Quote:
Originally Posted by binand We have tested it for a certain number of simultaneous users but we understand your workloads could go several orders of magnitude over that. We expect it to scale, but it might not. Further, it is a complex piece of software; so your users will take time to understand how to operate it correctly." |
And let me add, We can go live in 50 days!
That it was tested successfully and the 50 day claim are both laughable, as simple back of envelope calculations show that it is not feasible
http://www.hindustantimes.com/static...0-rupee-notes/
This sounds more like another story that happens a lot in IT cos. The client wants transformation, and the vendor is under pressure to prove it before his 5 year contract is up. He's halfway into the contract period and he's not been able to meet SLA's. So he finds out a brand new cloud based solution, that exists only on PPT, and the sales teams, as well as the client partner, being under pressure claims that not only can it go live in 50 days, but is superior to competitor solutions.
One day the client wakes up to find his enterprise systems all gone and replaced with..... Nothing. Apparently there were some hiccups during the migration, and the implementation and delivery teams insist that everything will be stabilized, and how the shiny new solution will transform business, reduce operating costs, increase revenues, and even reduce competitor revenues! The client is stuck with this vendor right now, because it's going to be a while before he can onboard another one, and decides to see. They consider going legal, but find out there is nothing which specified that the vendor should not do this in the contract, and the best they can complain about is the SLA's, but it appears since the applications are new, the vendor has defined them by itself, and chosen conveniently long ones.
Business users manage with email and desktop apps. Gradually functionality gets restored, but users find that the platform vendors of the new cloud based solutions have started billing them based on usage, and are furious about the added costs. services vendor negotiates temporary waiver for usage costs. In the meantime, web filtering is implemented, and only platforms supported by the vendor are whitelisted, and everything else is blocked to push for adoption of the new apps. never mind that the replacement apps are not ready yet. Pleas for a delayed implementation of the whitelist are rejected stating that it is needed to spur user adoption and ensure data integrity for migration.
Meanwhile a cutoff date is promised and users are to save any data that was created/ updated past that date. But during migration, the team finds that the latest backup is useless, and only an older version is usable. however the applications and infra are no longer available, when the new applications are bought online, users find that their backups and the restored data do not sync . When asked, the vendor claims that everybody should back up data, and its the users fault they don't have older backups.
In the meantime, the 50 day go live period is past, and all the systems are still not fully functional, let alone stable, and the ones that are working, are facing huge user loads and crashing. Vendor claims SLA's are being met, ticket volumes have reached baseline , but users have no idea how, and vendor refuses to share ticket volumes.
In the midst of all these suffering business users, the client IT team, having a lot riding on the client, suddenly become cloud enthusiasts, and decide to promote the new cloud initiative and push cloud adoption among business users. They start pushing the benefits of cloud - Its cheaper ( business users wonder why then they are being used to pay for using applications) It's Secure ( they're still being hacked and customer data breaches are still happening. They even wonder why a solution vendor who was blacklisted earlier for security breaches has reappeared ) Cloud is the future! ( what the business case is for that?) Cloud is scalable and flexible ( then why is this vendor having so many issues scaling now?) Cloud is Robust( then why is the sla 99.5% only?) However, anybody who opposes it branded a luddite or a dinosaur, standing in the way progress. There are contentious debates all over the media, especially on a well known automobile forum!
Vendor pays for full page articles on forbes how client managed a cloud transformation, client CEO takes credit and the press opportunities. By this time, the boiling frog effect kicks in, and the users become complacent. They had a crappy IT infrastructure before, they still have crappy infrastructure now, at least this one is something they can use to one up their competitors, and at least they didn't have to pay for it, other than all their suffering, and thats already a sunk cost. little do they know that the SAAS vendors fees are just around the corner, and now their precious enterprise data is no longer in their hands, but out there on a public cloud with no agreements in place and they have no idea about the long term impacts.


TO DO: For each line of the material, check for the string "bounding"; then state how many lines had it, giving only the number.

_____

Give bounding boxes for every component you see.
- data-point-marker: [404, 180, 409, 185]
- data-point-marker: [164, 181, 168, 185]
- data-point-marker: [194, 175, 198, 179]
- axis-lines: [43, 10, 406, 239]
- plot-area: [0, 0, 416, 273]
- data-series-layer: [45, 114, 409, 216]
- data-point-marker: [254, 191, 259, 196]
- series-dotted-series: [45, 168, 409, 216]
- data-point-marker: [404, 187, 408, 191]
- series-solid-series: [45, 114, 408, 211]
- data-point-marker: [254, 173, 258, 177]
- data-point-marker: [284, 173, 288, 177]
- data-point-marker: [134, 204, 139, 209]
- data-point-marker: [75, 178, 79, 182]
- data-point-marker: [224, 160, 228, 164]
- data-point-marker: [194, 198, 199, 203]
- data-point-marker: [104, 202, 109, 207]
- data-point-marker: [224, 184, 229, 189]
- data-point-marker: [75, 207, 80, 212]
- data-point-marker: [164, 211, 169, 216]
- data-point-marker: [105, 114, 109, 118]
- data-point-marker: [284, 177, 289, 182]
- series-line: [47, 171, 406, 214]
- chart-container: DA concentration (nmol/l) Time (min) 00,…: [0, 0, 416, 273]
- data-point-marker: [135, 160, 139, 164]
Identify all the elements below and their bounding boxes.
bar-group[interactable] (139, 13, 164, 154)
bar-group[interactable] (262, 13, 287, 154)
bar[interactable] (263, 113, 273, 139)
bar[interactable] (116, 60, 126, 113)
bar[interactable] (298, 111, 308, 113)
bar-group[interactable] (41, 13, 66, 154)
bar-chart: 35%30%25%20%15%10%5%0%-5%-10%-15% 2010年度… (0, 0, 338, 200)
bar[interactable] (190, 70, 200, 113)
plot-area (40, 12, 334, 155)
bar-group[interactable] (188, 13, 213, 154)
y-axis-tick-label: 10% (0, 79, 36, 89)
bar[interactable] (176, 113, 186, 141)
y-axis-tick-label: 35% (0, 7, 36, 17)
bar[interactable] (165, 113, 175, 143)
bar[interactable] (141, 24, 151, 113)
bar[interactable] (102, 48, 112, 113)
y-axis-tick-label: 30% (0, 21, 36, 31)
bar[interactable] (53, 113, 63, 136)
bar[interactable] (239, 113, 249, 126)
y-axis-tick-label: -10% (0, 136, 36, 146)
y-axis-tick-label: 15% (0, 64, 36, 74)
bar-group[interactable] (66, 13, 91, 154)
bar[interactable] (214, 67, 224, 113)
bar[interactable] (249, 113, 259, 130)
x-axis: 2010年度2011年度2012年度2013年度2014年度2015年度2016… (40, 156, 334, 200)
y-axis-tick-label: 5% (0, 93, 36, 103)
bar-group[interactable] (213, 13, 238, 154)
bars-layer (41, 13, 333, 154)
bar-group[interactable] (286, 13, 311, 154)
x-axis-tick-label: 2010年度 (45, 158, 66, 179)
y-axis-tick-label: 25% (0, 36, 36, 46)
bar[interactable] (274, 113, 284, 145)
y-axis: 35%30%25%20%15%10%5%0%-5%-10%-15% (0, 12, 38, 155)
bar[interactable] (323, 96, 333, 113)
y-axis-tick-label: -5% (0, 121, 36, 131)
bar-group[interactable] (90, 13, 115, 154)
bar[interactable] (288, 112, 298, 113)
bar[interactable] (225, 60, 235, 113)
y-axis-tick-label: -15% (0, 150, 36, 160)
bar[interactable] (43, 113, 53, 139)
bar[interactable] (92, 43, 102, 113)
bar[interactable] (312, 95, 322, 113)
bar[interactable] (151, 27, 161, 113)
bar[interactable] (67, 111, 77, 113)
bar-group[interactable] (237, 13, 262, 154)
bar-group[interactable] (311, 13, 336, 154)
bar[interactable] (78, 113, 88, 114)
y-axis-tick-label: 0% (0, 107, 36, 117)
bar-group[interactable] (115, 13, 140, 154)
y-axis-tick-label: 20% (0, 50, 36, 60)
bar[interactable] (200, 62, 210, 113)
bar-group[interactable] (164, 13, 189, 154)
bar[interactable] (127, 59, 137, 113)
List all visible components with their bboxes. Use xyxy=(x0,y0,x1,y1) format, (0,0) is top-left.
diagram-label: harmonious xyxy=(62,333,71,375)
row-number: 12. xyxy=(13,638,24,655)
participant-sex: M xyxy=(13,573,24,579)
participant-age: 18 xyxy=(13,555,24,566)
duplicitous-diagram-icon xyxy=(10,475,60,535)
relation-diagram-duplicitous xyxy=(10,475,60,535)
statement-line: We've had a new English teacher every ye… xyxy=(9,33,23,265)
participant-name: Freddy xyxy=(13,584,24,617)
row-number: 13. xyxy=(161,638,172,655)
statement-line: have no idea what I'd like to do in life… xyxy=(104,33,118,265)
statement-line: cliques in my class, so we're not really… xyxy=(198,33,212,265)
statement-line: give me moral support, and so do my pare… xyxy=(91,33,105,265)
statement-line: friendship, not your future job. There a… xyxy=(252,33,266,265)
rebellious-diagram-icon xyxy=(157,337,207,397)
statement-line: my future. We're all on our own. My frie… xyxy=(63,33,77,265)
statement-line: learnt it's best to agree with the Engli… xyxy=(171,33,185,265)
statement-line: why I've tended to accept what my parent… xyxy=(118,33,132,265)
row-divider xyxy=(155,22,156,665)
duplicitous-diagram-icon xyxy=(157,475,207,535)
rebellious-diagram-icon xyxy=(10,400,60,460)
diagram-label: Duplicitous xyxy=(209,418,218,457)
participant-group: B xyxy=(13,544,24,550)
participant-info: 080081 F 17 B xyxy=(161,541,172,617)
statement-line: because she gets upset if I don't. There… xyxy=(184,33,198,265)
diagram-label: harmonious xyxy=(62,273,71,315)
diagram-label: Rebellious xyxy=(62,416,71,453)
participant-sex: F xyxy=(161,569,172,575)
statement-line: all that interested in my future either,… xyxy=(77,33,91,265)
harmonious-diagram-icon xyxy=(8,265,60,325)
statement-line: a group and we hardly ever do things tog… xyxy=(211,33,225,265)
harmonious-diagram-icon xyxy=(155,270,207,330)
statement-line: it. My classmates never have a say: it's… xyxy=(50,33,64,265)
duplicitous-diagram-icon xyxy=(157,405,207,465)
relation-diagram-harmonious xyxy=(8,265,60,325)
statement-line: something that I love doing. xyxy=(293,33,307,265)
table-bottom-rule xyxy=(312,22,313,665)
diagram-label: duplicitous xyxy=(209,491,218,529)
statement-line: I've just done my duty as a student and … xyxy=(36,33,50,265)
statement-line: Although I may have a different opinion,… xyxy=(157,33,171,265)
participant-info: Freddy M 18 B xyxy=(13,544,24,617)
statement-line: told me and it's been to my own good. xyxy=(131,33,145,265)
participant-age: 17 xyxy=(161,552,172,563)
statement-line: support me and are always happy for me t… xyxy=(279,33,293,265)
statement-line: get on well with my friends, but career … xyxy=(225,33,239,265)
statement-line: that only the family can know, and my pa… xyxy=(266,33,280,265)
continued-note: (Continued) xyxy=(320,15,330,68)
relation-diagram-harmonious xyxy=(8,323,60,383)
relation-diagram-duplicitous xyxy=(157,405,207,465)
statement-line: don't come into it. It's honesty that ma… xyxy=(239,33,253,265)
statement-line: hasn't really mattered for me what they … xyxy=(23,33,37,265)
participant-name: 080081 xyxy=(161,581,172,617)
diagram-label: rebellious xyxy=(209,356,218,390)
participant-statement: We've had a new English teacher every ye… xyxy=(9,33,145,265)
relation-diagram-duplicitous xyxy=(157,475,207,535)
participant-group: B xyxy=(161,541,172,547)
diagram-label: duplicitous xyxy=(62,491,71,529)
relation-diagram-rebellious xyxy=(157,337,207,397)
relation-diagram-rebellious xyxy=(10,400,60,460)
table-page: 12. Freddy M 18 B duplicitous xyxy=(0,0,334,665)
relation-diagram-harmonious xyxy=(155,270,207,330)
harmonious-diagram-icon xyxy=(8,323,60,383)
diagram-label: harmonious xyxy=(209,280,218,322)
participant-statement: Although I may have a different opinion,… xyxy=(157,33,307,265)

_____

EXERCISE SOLUTION: 2